The European Commission chief has called an emergency meeting of EU and Balkan leaders as the crowds of migrants fleeing the Middle East and Africa continue to flood into the western Balkans.
Jean-Claude Juncker said there is a need for greater cooperation among the nations dealing with the migrant crisis.
He said he has invited the heads of state of 10 countries, including non-European Union members Macedonia and Serbia, to meet Sunday in Brussels to strategize.
Officials from the U.N. refugee agency have also been invited to attend.
Thousands seek asylum
Thousands of asylum-seekers have entered Slovenia since Saturday, forcing the country to deal with a surge of migration on its southern border.
Slovenian authorities said that at least 4,000 migrants, including many babies and young children, arrived Tuesday from Croatia in addition to about 8,000 migrants who arrived Monday.

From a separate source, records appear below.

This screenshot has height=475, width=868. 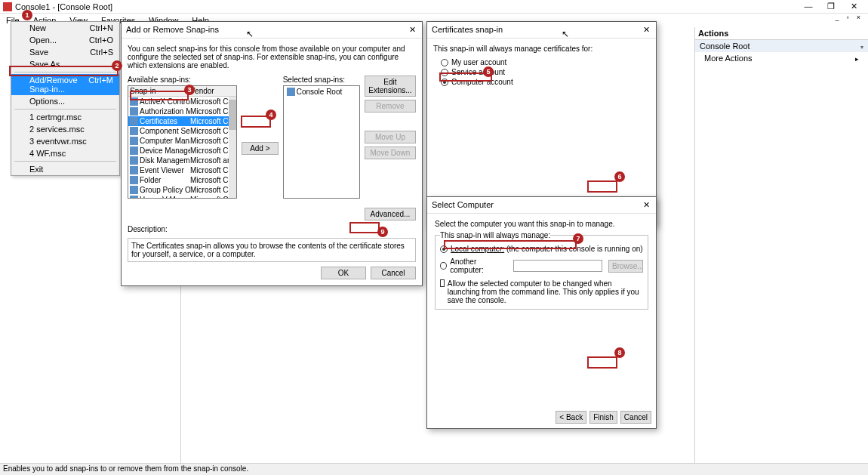 What do you see at coordinates (260, 148) in the screenshot?
I see `add-button: Add >` at bounding box center [260, 148].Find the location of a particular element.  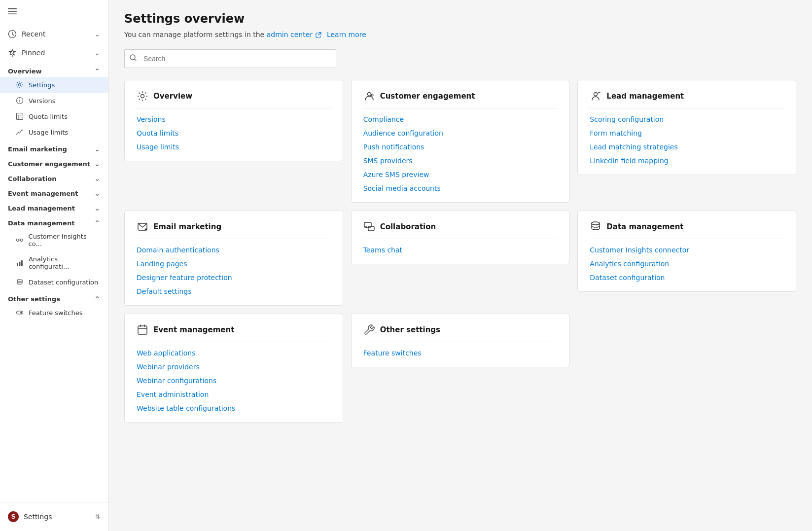

social-media-accounts-link: Social media accounts is located at coordinates (460, 188).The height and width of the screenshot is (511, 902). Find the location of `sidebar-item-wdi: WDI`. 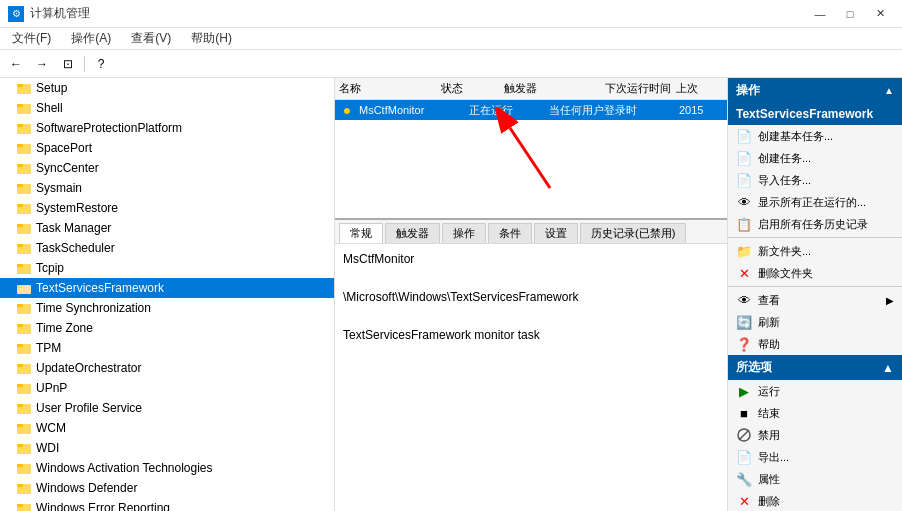

sidebar-item-wdi: WDI is located at coordinates (167, 448).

Slovenian President Borut Pahor said that additional police will be sent to the border with Croatia and that he is ready to approve the deployment of the Slovenian army to cope with the large influx of migrants.
After meeting with top European Union officials (European Council President Donald Tusk and Juncker) in Brussels, Pahor said border police help and financial aid to deal with the crisis could also be approved if it is requested.

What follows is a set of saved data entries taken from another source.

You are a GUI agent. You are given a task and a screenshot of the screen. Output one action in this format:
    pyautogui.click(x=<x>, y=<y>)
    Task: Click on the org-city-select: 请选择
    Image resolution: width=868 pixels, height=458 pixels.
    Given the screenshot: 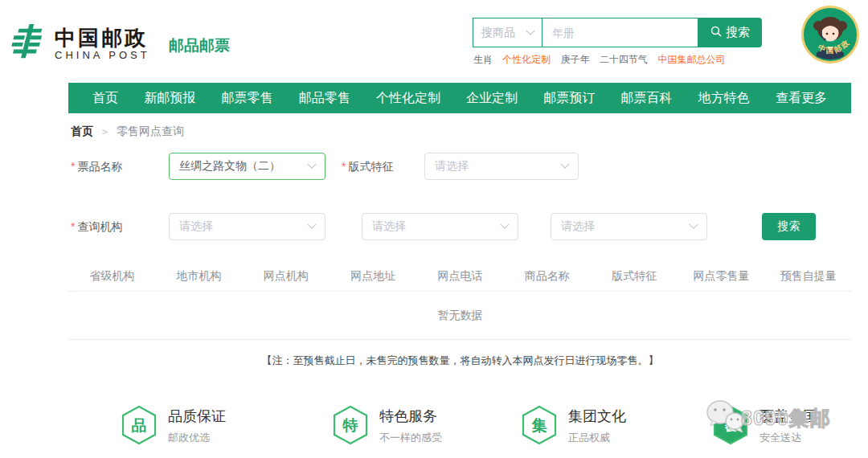 What is the action you would take?
    pyautogui.click(x=440, y=227)
     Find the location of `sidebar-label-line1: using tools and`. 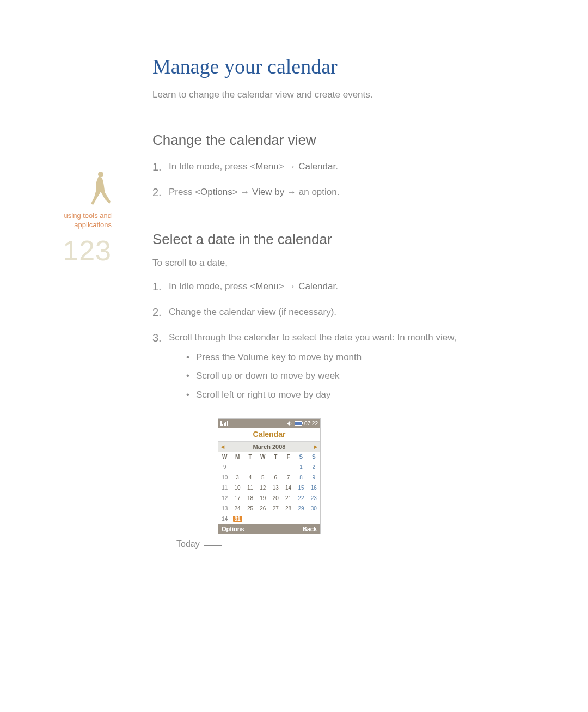

sidebar-label-line1: using tools and is located at coordinates (88, 216).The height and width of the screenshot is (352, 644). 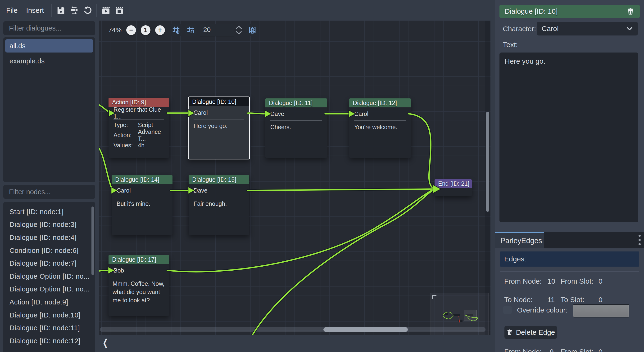 What do you see at coordinates (139, 113) in the screenshot?
I see `node-slot-row: Register that Clue 1...` at bounding box center [139, 113].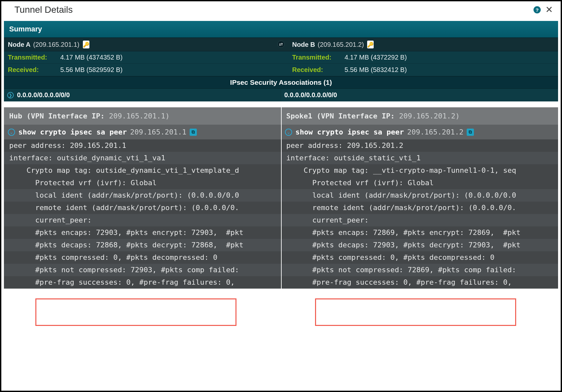  What do you see at coordinates (416, 312) in the screenshot?
I see `highlight-box-right` at bounding box center [416, 312].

Speaking to reporters in Ljubljana earlier in the day, Slovenia Interior Minister Bostjan Sefic said the army's power would be limited and it would not have police authority and “everything would be led by the Slovenian police.”
Border 'barriers'
Sefic said that his government is not ruling out the possibility of safeguarding the border crossing “with physical barriers.”
Slovenia, a tiny country of 2.2 million people, has also appealed for help from the European Union to cope with the stream of migrants and refugees arriving from Croatia since Hungary closed its border late Friday.
Most of the people who have inundated the Balkan countries are fleeing war and poverty in the Middle East, Africa and Asia and are trying to find a way to reach Germany, Sweden or other prosperous countries of Western Europe that are more sympathetic to asylum-seekers.